MICROSOFT SURFACE GO 2 REVIEW

Microsoft’s

Surface GO 2

Microsoft's Surface Go 2 is easy to fall in love with but hard to live with.

The small tablet has updates in it that go a long way toward addressing the problems with the original Surface Go, but not entirely. The screen is bigger, and there’s an option for a faster processor, both of which make this a better computer.

It starts at $399.99, but that price isn’t really what you’ll pay. It would be silly to get a Surface Go 2 without a keyboard, so add $100 for that. At five hundred bucks, though, it’s a category where you will find competing products that do many of the things the Surface Go 2 does but better. If you spring for the faster processor ($730 with a keyboard), that’s even more true.

The only thing those competing products can’t do is be a little tablet that happens to run Windows 10. So the question is simple: how much do you need that?

If you’re unfamiliar, the Surface Go 2 is a Windows tablet that’s about the same size as a regular iPad or the 11-inch iPad Pro. But because it’s a Surface, it has a few accouterments that iPads lack. It has a kickstand that works at any angle, a microSD card slot for expandable storage, a Surface connector to go along with its USB-C port, and a headphone jack.

Maybe my favorite thing about Surface hardware these days is a camera that’s actually where it belongs on the top of the screen when in landscape orientation. It works with Windows Hello for logging in with your face and looks much better on videoconferences than laptops with puny sensors inside their thin laptop lids. It’s one of the benefits of putting all of the computer guts behind the screen.

Other than increasing the screen size, Microsoft hasn’t changed a single thing about the body on the Surface Go 2. It still has gently curved corners, feels solidly built, and works with all of the same accessories — including the keyboard.

 


Unfortunately, that keyboard still has a bit too much flex to it. When I’m using the Surface Go 2 on my lap (where, really, it feels like it belongs), if I rest my hands too heavily on the palm rests, it will click the mouse on me. And maybe because there’s less room for magnets in the bezel, the keyboard sometimes doesn’t stay up at an angle when you press down on it.

But the screen is the major change here: it’s now 10.5 inches diagonally (and still at a 3:2 aspect ratio). It has a 1920 x 1280 resolution, and although it doesn’t get super bright, I think it looks good. Even though it’s not that much bigger than the first iteration, it feels much less cramped. Plus, as a bonus, the bezels are no longer vaguely, embarrassingly large.


There’s nothing else like the Surface Go 2. But while the idea of a little Windows 10 tablet is appealing, I’m not entirely sure it’s really practical. It’s a tiny niche for a small computer.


| What to work on |
Report each line of the entries that includes "caption" by copying it.

| Data shown |
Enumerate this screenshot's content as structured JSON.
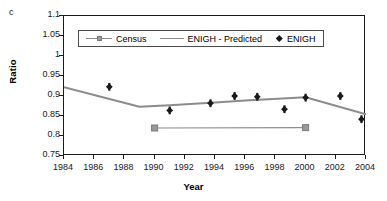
{
  "panel": {
    "letter": "c"
  },
  "chart_data": {
    "type": "line",
    "title": "",
    "xlabel": "Year",
    "ylabel": "Ratio",
    "xlim": [
      1984,
      2004
    ],
    "ylim": [
      0.75,
      1.1
    ],
    "xticks": [
      1984,
      1986,
      1988,
      1990,
      1992,
      1994,
      1996,
      1998,
      2000,
      2002,
      2004
    ],
    "yticks": [
      0.75,
      0.8,
      0.85,
      0.9,
      0.95,
      1,
      1.05,
      1.1
    ],
    "ytick_labels": [
      "0.75",
      "0.8",
      "0.85",
      "0.9",
      "0.95",
      "1",
      "1.05",
      "1.1"
    ],
    "grid": false,
    "legend_position": "upper-center",
    "series": [
      {
        "name": "Census",
        "style": "line-marker",
        "marker": "square",
        "color": "#999999",
        "line_color": "#8c8c8c",
        "x": [
          1990,
          2000
        ],
        "values": [
          0.82,
          0.821
        ]
      },
      {
        "name": "ENIGH - Predicted",
        "style": "line",
        "marker": "none",
        "color": "#8c8c8c",
        "line_color": "#8c8c8c",
        "x": [
          1984,
          1989,
          1991,
          1994,
          1996,
          2000,
          2004
        ],
        "values": [
          0.922,
          0.873,
          0.877,
          0.884,
          0.889,
          0.897,
          0.854
        ]
      },
      {
        "name": "ENIGH",
        "style": "marker",
        "marker": "diamond",
        "color": "#1a1a1a",
        "x": [
          1987,
          1991,
          1993.7,
          1995.3,
          1996.8,
          1998.6,
          2000,
          2002.3,
          2003.7
        ],
        "values": [
          0.923,
          0.864,
          0.882,
          0.9,
          0.898,
          0.867,
          0.896,
          0.9,
          0.842
        ]
      }
    ]
  },
  "legend": {
    "items": [
      {
        "label": "Census",
        "swatch": "line-square"
      },
      {
        "label": "ENIGH - Predicted",
        "swatch": "line"
      },
      {
        "label": "ENIGH",
        "swatch": "diamond"
      }
    ]
  }
}
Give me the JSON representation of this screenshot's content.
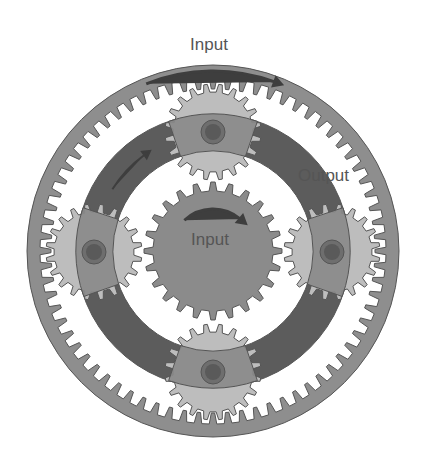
{
  "diagram": {
    "center": [
      213,
      251
    ],
    "colors": {
      "background": "#ffffff",
      "ring": "#8e8e8e",
      "carrier_dark": "#5c5c5c",
      "carrier_arm": "#8a8a8a",
      "planet": "#bdbdbd",
      "sun": "#8b8b8b",
      "pin_outer": "#6e6e6e",
      "pin_inner": "#5a5a5a",
      "stroke": "#555555",
      "arrow": "#3e3e3e",
      "label": "#555555"
    },
    "ring_gear": {
      "outer_radius": 186,
      "tip_radius": 162,
      "root_radius": 173,
      "teeth": 72
    },
    "carrier": {
      "outer_radius": 137,
      "inner_radius": 100
    },
    "sun_gear": {
      "tip_radius": 69,
      "root_radius": 60,
      "teeth": 24
    },
    "planets": [
      {
        "name": "top",
        "cx": 213,
        "cy": 132
      },
      {
        "name": "left",
        "cx": 94,
        "cy": 252
      },
      {
        "name": "right",
        "cx": 332,
        "cy": 252
      },
      {
        "name": "bottom",
        "cx": 213,
        "cy": 372
      }
    ],
    "planet_gear": {
      "tip_radius": 48,
      "root_radius": 40,
      "teeth": 20,
      "pin_radius": 12,
      "pin_inner_radius": 8
    },
    "labels": {
      "ring_input": {
        "text": "Input",
        "x": 209,
        "y": 50,
        "size": 17
      },
      "sun_input": {
        "text": "Input",
        "x": 210,
        "y": 245,
        "size": 17
      },
      "carrier_output": {
        "text": "Output",
        "x": 298,
        "y": 181,
        "size": 17
      }
    }
  }
}
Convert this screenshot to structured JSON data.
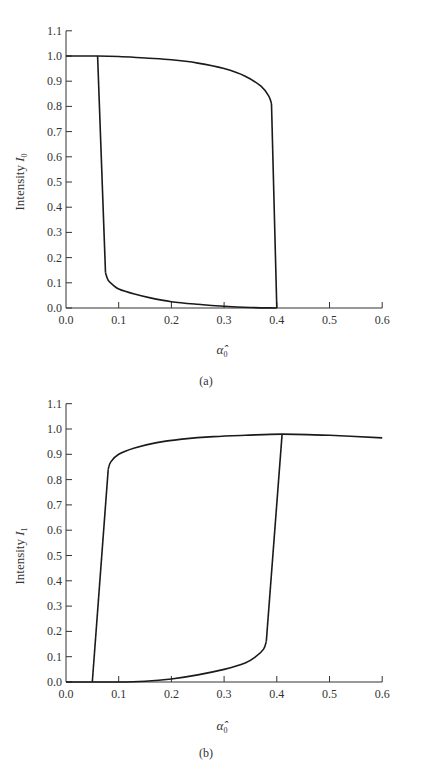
{
  "chart_data": [
    {
      "type": "line",
      "panel": "(a)",
      "title": "",
      "xlabel": "α̂₀",
      "ylabel": "Intensity I₀",
      "xlim": [
        0.0,
        0.6
      ],
      "ylim": [
        0.0,
        1.1
      ],
      "xticks": [
        "0.0",
        "0.1",
        "0.2",
        "0.3",
        "0.4",
        "0.5",
        "0.6"
      ],
      "yticks": [
        "0.0",
        "0.1",
        "0.2",
        "0.3",
        "0.4",
        "0.5",
        "0.6",
        "0.7",
        "0.8",
        "0.9",
        "1.0",
        "1.1"
      ],
      "grid": false,
      "series": [
        {
          "name": "upper branch",
          "x": [
            0.0,
            0.06,
            0.1,
            0.15,
            0.2,
            0.25,
            0.3,
            0.34,
            0.37,
            0.385,
            0.39
          ],
          "y": [
            1.0,
            1.0,
            0.998,
            0.992,
            0.985,
            0.972,
            0.95,
            0.92,
            0.88,
            0.84,
            0.81
          ]
        },
        {
          "name": "lower branch",
          "x": [
            0.075,
            0.08,
            0.09,
            0.1,
            0.13,
            0.16,
            0.2,
            0.25,
            0.3,
            0.35,
            0.4
          ],
          "y": [
            0.14,
            0.11,
            0.09,
            0.075,
            0.055,
            0.04,
            0.025,
            0.015,
            0.007,
            0.002,
            0.0
          ]
        },
        {
          "name": "downward jump",
          "x": [
            0.06,
            0.075
          ],
          "y": [
            1.0,
            0.14
          ]
        },
        {
          "name": "upward/right jump",
          "x": [
            0.39,
            0.4
          ],
          "y": [
            0.81,
            0.0
          ]
        }
      ]
    },
    {
      "type": "line",
      "panel": "(b)",
      "title": "",
      "xlabel": "α̂₀",
      "ylabel": "Intensity I₁",
      "xlim": [
        0.0,
        0.6
      ],
      "ylim": [
        0.0,
        1.1
      ],
      "xticks": [
        "0.0",
        "0.1",
        "0.2",
        "0.3",
        "0.4",
        "0.5",
        "0.6"
      ],
      "yticks": [
        "0.0",
        "0.1",
        "0.2",
        "0.3",
        "0.4",
        "0.5",
        "0.6",
        "0.7",
        "0.8",
        "0.9",
        "1.0",
        "1.1"
      ],
      "grid": false,
      "series": [
        {
          "name": "upper branch",
          "x": [
            0.08,
            0.085,
            0.1,
            0.13,
            0.17,
            0.22,
            0.28,
            0.34,
            0.41,
            0.5,
            0.6
          ],
          "y": [
            0.84,
            0.87,
            0.9,
            0.925,
            0.945,
            0.96,
            0.97,
            0.975,
            0.98,
            0.975,
            0.965
          ]
        },
        {
          "name": "lower branch",
          "x": [
            0.0,
            0.05,
            0.1,
            0.15,
            0.2,
            0.25,
            0.3,
            0.34,
            0.36,
            0.375,
            0.38
          ],
          "y": [
            0.0,
            0.0,
            0.0,
            0.003,
            0.012,
            0.028,
            0.05,
            0.075,
            0.1,
            0.13,
            0.16
          ]
        },
        {
          "name": "left jump",
          "x": [
            0.05,
            0.08
          ],
          "y": [
            0.0,
            0.84
          ]
        },
        {
          "name": "right jump",
          "x": [
            0.38,
            0.41
          ],
          "y": [
            0.16,
            0.98
          ]
        }
      ]
    }
  ],
  "panels": {
    "a": {
      "ylabel": "Intensity ",
      "ylabel_var": "I",
      "ylabel_sub": "0",
      "xlabel_var": "α̂",
      "xlabel_sub": "0",
      "caption": "(a)"
    },
    "b": {
      "ylabel": "Intensity ",
      "ylabel_var": "I",
      "ylabel_sub": "1",
      "xlabel_var": "α̂",
      "xlabel_sub": "0",
      "caption": "(b)"
    }
  }
}
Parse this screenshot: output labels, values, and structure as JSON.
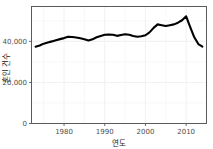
{
  "chart_data": {
    "type": "line",
    "title": "",
    "xlabel": "연도",
    "ylabel": "혼인 건수",
    "xlim": [
      1972,
      2015
    ],
    "ylim": [
      0,
      57000
    ],
    "grid": true,
    "legend": "none",
    "xticks": [
      1980,
      1990,
      2000,
      2010
    ],
    "xticklabels": [
      "1980",
      "1990",
      "2000",
      "2010"
    ],
    "yticks": [
      0,
      20000,
      40000
    ],
    "yticklabels": [
      "0",
      "20,000",
      "40,000"
    ],
    "line_color": "#000000",
    "line_width": 2.1,
    "panel_background": "#ffffff",
    "panel_border_color": "#5a5a5a",
    "gridline_color": "#f2f2f2",
    "x": [
      1973,
      1974,
      1975,
      1976,
      1977,
      1978,
      1979,
      1980,
      1981,
      1982,
      1983,
      1984,
      1985,
      1986,
      1987,
      1988,
      1989,
      1990,
      1991,
      1992,
      1993,
      1994,
      1995,
      1996,
      1997,
      1998,
      1999,
      2000,
      2001,
      2002,
      2003,
      2004,
      2005,
      2006,
      2007,
      2008,
      2009,
      2010,
      2011,
      2012,
      2013,
      2014
    ],
    "values": [
      37400,
      38000,
      38900,
      39500,
      40000,
      40600,
      41100,
      41600,
      42300,
      42100,
      41900,
      41500,
      41000,
      40400,
      41000,
      42000,
      42600,
      43200,
      43400,
      43200,
      42700,
      43100,
      43500,
      43200,
      42600,
      42300,
      42500,
      43000,
      44400,
      46600,
      48300,
      47900,
      47500,
      47900,
      48300,
      49100,
      50300,
      52200,
      47000,
      42000,
      38700,
      37500
    ]
  },
  "axis_titles": {
    "x": "연도",
    "y": "혼인 건수"
  }
}
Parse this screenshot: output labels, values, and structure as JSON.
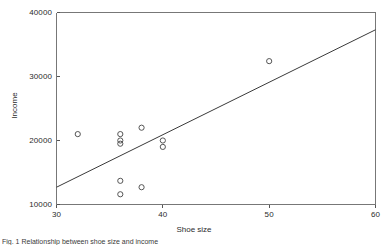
{
  "figure": {
    "caption": "Fig. 1 Relationship between shoe size and income",
    "background_color": "#ffffff",
    "line_color": "#3a3a3a",
    "marker_color": "#555555",
    "axis_color": "#777777"
  },
  "chart_data": {
    "type": "scatter",
    "title": "",
    "xlabel": "Shoe size",
    "ylabel": "Income",
    "xlim": [
      30,
      60
    ],
    "ylim": [
      10000,
      40000
    ],
    "xticks": [
      30,
      40,
      50,
      60
    ],
    "xtick_labels": [
      "30",
      "40",
      "50",
      "60"
    ],
    "yticks": [
      10000,
      20000,
      30000,
      40000
    ],
    "ytick_labels": [
      "10000",
      "20000",
      "30000",
      "40000"
    ],
    "grid": false,
    "legend": null,
    "marker": "open-circle",
    "points": [
      {
        "x": 32,
        "y": 21000
      },
      {
        "x": 36,
        "y": 21000
      },
      {
        "x": 36,
        "y": 20000
      },
      {
        "x": 36,
        "y": 19500
      },
      {
        "x": 36,
        "y": 13700
      },
      {
        "x": 36,
        "y": 11600
      },
      {
        "x": 38,
        "y": 22000
      },
      {
        "x": 38,
        "y": 12700
      },
      {
        "x": 40,
        "y": 20000
      },
      {
        "x": 40,
        "y": 19000
      },
      {
        "x": 50,
        "y": 32400
      }
    ],
    "trend_line": {
      "type": "linear-fit",
      "x_start": 30,
      "y_start": 12700,
      "x_end": 60,
      "y_end": 37300
    }
  }
}
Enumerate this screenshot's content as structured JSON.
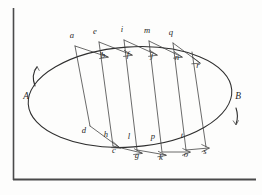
{
  "figure": {
    "background_color": "#fdfdfc",
    "ink_color": "#2e2e2e",
    "frame": {
      "left_rule_name": "left-vertical-rule",
      "bottom_rule_name": "bottom-horizontal-rule"
    },
    "direction_markers": [
      {
        "label": "A",
        "x": 26,
        "y": 99,
        "arrow": "up",
        "name": "direction-marker-a"
      },
      {
        "label": "B",
        "x": 238,
        "y": 99,
        "arrow": "down",
        "name": "direction-marker-b"
      }
    ],
    "upper_outer_labels": [
      {
        "label": "a",
        "x": 72,
        "y": 38
      },
      {
        "label": "e",
        "x": 95,
        "y": 34
      },
      {
        "label": "i",
        "x": 122,
        "y": 32
      },
      {
        "label": "m",
        "x": 147,
        "y": 33
      },
      {
        "label": "q",
        "x": 171,
        "y": 35
      }
    ],
    "upper_inner_labels": [
      {
        "label": "b",
        "x": 103,
        "y": 58
      },
      {
        "label": "f",
        "x": 128,
        "y": 57
      },
      {
        "label": "j",
        "x": 152,
        "y": 58
      },
      {
        "label": "n",
        "x": 177,
        "y": 60
      },
      {
        "label": "r",
        "x": 198,
        "y": 68
      }
    ],
    "lower_inner_labels": [
      {
        "label": "d",
        "x": 84,
        "y": 133
      },
      {
        "label": "h",
        "x": 106,
        "y": 137
      },
      {
        "label": "l",
        "x": 129,
        "y": 139
      },
      {
        "label": "p",
        "x": 153,
        "y": 139
      },
      {
        "label": "t",
        "x": 182,
        "y": 138
      }
    ],
    "lower_outer_labels": [
      {
        "label": "c",
        "x": 114,
        "y": 153
      },
      {
        "label": "g",
        "x": 137,
        "y": 158
      },
      {
        "label": "k",
        "x": 161,
        "y": 160
      },
      {
        "label": "o",
        "x": 186,
        "y": 157
      },
      {
        "label": "s",
        "x": 205,
        "y": 154
      }
    ],
    "ellipse": {
      "center_x": 130,
      "center_y": 97,
      "radius_x": 102,
      "radius_y": 50,
      "rotation_deg": -4,
      "name": "orbit-ellipse"
    },
    "radial_chords": [
      {
        "name": "chord-a-d",
        "x1": 75,
        "y1": 46,
        "x2": 90,
        "y2": 126
      },
      {
        "name": "chord-e-h",
        "x1": 99,
        "y1": 42,
        "x2": 113,
        "y2": 146
      },
      {
        "name": "chord-i-l",
        "x1": 124,
        "y1": 40,
        "x2": 137,
        "y2": 150
      },
      {
        "name": "chord-m-p",
        "x1": 149,
        "y1": 41,
        "x2": 162,
        "y2": 152
      },
      {
        "name": "chord-q-t",
        "x1": 173,
        "y1": 43,
        "x2": 186,
        "y2": 150
      },
      {
        "name": "chord-r-s",
        "x1": 192,
        "y1": 52,
        "x2": 206,
        "y2": 147
      }
    ],
    "upper_tangents": [
      {
        "name": "tangent-a-b",
        "x1": 75,
        "y1": 46,
        "x2": 108,
        "y2": 57
      },
      {
        "name": "tangent-e-f",
        "x1": 99,
        "y1": 42,
        "x2": 132,
        "y2": 55
      },
      {
        "name": "tangent-i-j",
        "x1": 124,
        "y1": 40,
        "x2": 157,
        "y2": 55
      },
      {
        "name": "tangent-m-n",
        "x1": 149,
        "y1": 41,
        "x2": 182,
        "y2": 57
      },
      {
        "name": "tangent-q-r",
        "x1": 173,
        "y1": 43,
        "x2": 200,
        "y2": 63
      }
    ],
    "lower_tangents": [
      {
        "name": "tangent-d-c",
        "x1": 90,
        "y1": 126,
        "x2": 120,
        "y2": 148
      },
      {
        "name": "tangent-h-g",
        "x1": 113,
        "y1": 146,
        "x2": 142,
        "y2": 153
      },
      {
        "name": "tangent-l-k",
        "x1": 137,
        "y1": 150,
        "x2": 166,
        "y2": 155
      },
      {
        "name": "tangent-p-o",
        "x1": 162,
        "y1": 152,
        "x2": 190,
        "y2": 152
      },
      {
        "name": "tangent-t-s",
        "x1": 186,
        "y1": 150,
        "x2": 209,
        "y2": 148
      }
    ]
  }
}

| Response box |
      "caption": "(a)"
      "caption": "(b)"
    "caption": "Fig. 1 Relationship between shoe size and income",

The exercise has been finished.